Step 6: Implementing in SQL

CREATE SEQUENCE post_id_seq;
CREATE SEQUENCE comment_id_seq;

CREATE TABLE posts (
    id BIGINT PRIMARY KEY DEFAULT nextval('post_id_seq'),
    title VARCHAR(200) NOT NULL,
    slug VARCHAR(200) NOT NULL,
    content TEXT NOT NULL,
    author_id INT NOT NULL REFERENCES users(id),
    created_at TIMESTAMP NOT NULL DEFAULT NOW(),
    UNIQUE (author_id, slug)
);

CREATE TABLE deleted_posts (
    id BIGINT PRIMARY KEY,
    title VARCHAR(200) NOT NULL,
    slug VARCHAR(200) NOT NULL,
    content TEXT NOT NULL,
    author_id INT NOT NULL,
    created_at TIMESTAMP NOT NULL,
    deleted_at TIMESTAMP NOT NULL DEFAULT NOW(),
    deleted_by INT NOT NULL
);

CREATE TABLE comments (
    id BIGINT PRIMARY KEY DEFAULT nextval('comment_id_seq'),
    post_id BIGINT NOT NULL REFERENCES posts(id) ON DELETE CASCADE,
    user_id INT NOT NULL REFERENCES users(id),
    text TEXT NOT NULL,
    created_at TIMESTAMP NOT NULL DEFAULT NOW()
);

CREATE TABLE deleted_comments (
    id BIGINT PRIMARY KEY,
    post_id BIGINT NOT NULL,
    user_id INT NOT NULL,
    text TEXT NOT NULL,
    created_at TIMESTAMP NOT NULL,
    deleted_at TIMESTAMP NOT NULL DEFAULT NOW()
);

CREATE INDEX idx_comments_post ON comments(post_id, created_at);
CREATE INDEX idx_deleted_posts_deleted_at ON deleted_posts(deleted_at);

Deletion becomes a transaction: copy the post into deleted_posts, copy the related comments into deleted_comments, delete from posts (which cascades into comments).

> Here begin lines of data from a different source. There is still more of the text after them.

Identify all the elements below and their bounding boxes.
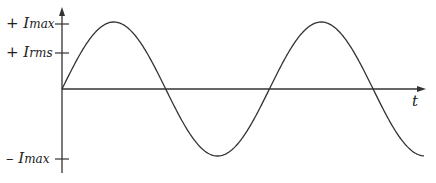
y-axis-arrow-icon [59, 7, 65, 16]
label-plus-irms: + Irms [6, 43, 53, 61]
ac-waveform-diagram [0, 0, 436, 183]
label-plus-imax: + Imax [6, 14, 55, 32]
label-minus-imax: – Imax [6, 149, 50, 167]
x-axis-label: t [412, 92, 418, 110]
x-axis-arrow-icon [417, 86, 426, 92]
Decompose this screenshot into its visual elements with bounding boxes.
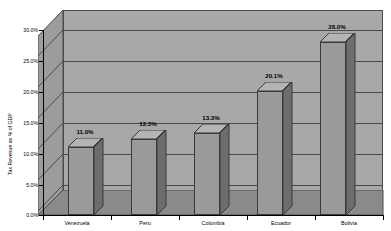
y-tick-label-0: 0.0% [4, 212, 38, 218]
bar-side-face [220, 124, 229, 215]
y-tick-label-10: 10.0% [4, 151, 38, 157]
bar-front-face [320, 42, 346, 215]
data-label-colombia: 13.3% [189, 114, 233, 121]
bar-ecuador[interactable] [257, 82, 292, 215]
data-label-ecuador: 20.1% [252, 72, 296, 79]
gridline-left-30 [38, 30, 64, 56]
bar-side-face [157, 130, 166, 215]
gridline-left-15 [38, 123, 64, 149]
y-tick-label-25: 25.0% [4, 58, 38, 64]
bar-front-face [68, 147, 94, 215]
x-tick-label-colombia: Colombia [180, 220, 246, 226]
y-tick-label-20: 20.0% [4, 89, 38, 95]
x-tick-label-venezuela: Venezuela [44, 220, 110, 226]
x-axis-line [43, 215, 384, 216]
x-tick-label-bolivia: Bolivia [316, 220, 382, 226]
data-label-bolivia: 28.0% [315, 23, 359, 30]
y-tick-label-5: 5.0% [4, 182, 38, 188]
gridline-left-10 [38, 154, 64, 180]
y-axis-line [43, 30, 44, 216]
gridline-left-20 [38, 92, 64, 118]
gridline-30 [63, 30, 383, 31]
chart-container: Tax Revenue as % of GDP 30.0% 25.0% 20.0… [0, 0, 391, 231]
y-tick-label-15: 15.0% [4, 120, 38, 126]
bar-front-face [131, 139, 157, 215]
bar-side-face [346, 33, 355, 215]
x-tick-label-peru: Peru [112, 220, 178, 226]
bar-peru[interactable] [131, 130, 166, 215]
gridline-left-5 [38, 185, 64, 211]
x-tick-label-ecuador: Ecuador [248, 220, 314, 226]
bar-side-face [283, 82, 292, 215]
bar-bolivia[interactable] [320, 33, 355, 215]
gridline-left-25 [38, 61, 64, 87]
x-tick-mark-5 [383, 216, 384, 220]
bar-front-face [257, 91, 283, 215]
data-label-peru: 12.3% [126, 120, 170, 127]
data-label-venezuela: 11.0% [63, 128, 107, 135]
bar-side-face [94, 138, 103, 215]
bar-venezuela[interactable] [68, 138, 103, 215]
y-tick-label-30: 30.0% [4, 27, 38, 33]
bar-colombia[interactable] [194, 124, 229, 215]
bar-front-face [194, 133, 220, 215]
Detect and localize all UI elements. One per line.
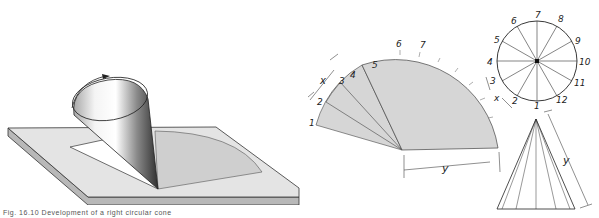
svg-text:3: 3 [490,76,496,86]
cone-front-view: y [480,100,599,218]
arc-label: 1 [309,118,315,128]
svg-text:11: 11 [574,78,585,88]
cone-pictorial-illustration [0,0,300,205]
svg-text:5: 5 [494,35,500,45]
svg-text:7: 7 [535,10,541,20]
arc-label: 3 [339,76,345,86]
cone-top-view-circle: 7 8 9 10 11 12 1 2 3 4 5 6 x [480,0,599,110]
cone-development-pattern: 1 2 3 4 5 6 7 x y [300,20,505,180]
figure-caption: Fig. 16.10 Development of a right circul… [3,209,172,216]
svg-text:4: 4 [487,57,493,67]
svg-text:9: 9 [575,36,581,46]
arc-label: 7 [420,40,426,50]
dimension-x-label: x [319,75,326,86]
dimension-y-label: y [441,162,449,175]
arc-label: 6 [396,39,402,49]
svg-text:8: 8 [558,14,564,24]
arc-label: 2 [317,97,323,107]
svg-text:10: 10 [579,57,591,67]
dimension-y-label: y [562,154,570,167]
arc-label: 5 [372,60,378,70]
svg-text:6: 6 [511,16,517,26]
arc-label: 4 [350,70,356,80]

It’s more work at write time. Reads which are way more frequent in most apps get cleaner, faster, and stop depending on whether the developer remembered the convention.

A counter-argument I genuinely considered: “this is just soft-delete with extra steps”. I thought so too at first. The difference is where the partition lives. With deleted_at, the partition is in the head of every developer who writes a query. With separate relations, the partition is in the schema, and the database enforces it for free.

I think I’ll slowly realise what else I’ve missed here and continue this post later but I think I covered the examples I had missed in the previous.